Two of Pereira’s friends recently had a complicated breakup. She sided with one of them after learning the other went to ChatGPT, a infamously awful therapy substitute, not their partner, when they needed to talk about their feelings. “It’s like they refused to sit through any uncomfortable human feelings,” she said. “They just wanted to deal with something and move on, which is not how things work.”

Before long, I found not handle it on my own. I had grown too reliant on AI for the routine work.

Richard Barnes, a 31-year-old marine biologist and server in Hawaii, shares similar views. “I don’t know if I would think differently about someone who uses ChatGPT, but I would be like, ‘come on,’” he said. “You don’t need to depend on it to make a grocery list. Your life is probably not that hard. We can make the list together.”

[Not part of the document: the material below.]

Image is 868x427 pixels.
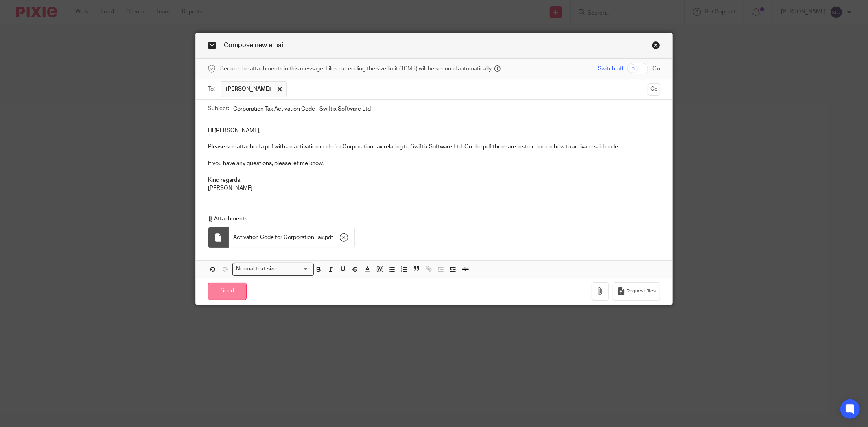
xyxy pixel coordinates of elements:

Celebrity and Tech Backlash.

When director Guillermo del Toro said he would “rather die” than use generative AI, it made news. Similarly, SZA’s Instagram stories rant against the tech cautioning about “environmental racism” and showing fear over users who are “codependent on a machine”. The same goes for when Simu Liu, Alison Roman, Céline Dion, Emily Blunt, and others issued statements that are skeptical of AI in their respective industries. I believe these quotes go viral for a cause: people agree with them.

Even, to an extent, the people who power the tech industry. Last month, Pinterest introduced a filter that lets users disable AI content. Meta lets users mute, but not entirely deactivate, similar content on Instagram. Reports suggested that “cursor resistance” is on the rise, as some Silicon Valley techies won’t use AI to write their code.

{Luciano Noijeen, a lead software engineer based in Greece and the Netherlands, told me that he eagerly used AI in the past to write or enhance his coding.|According to Luciano Noijeen, a {lead|

Mark Cowan
Mark Cowan

A travel enthusiast and lifestyle writer passionate about minimalist living and cultural exploration, sharing experiences from around the globe.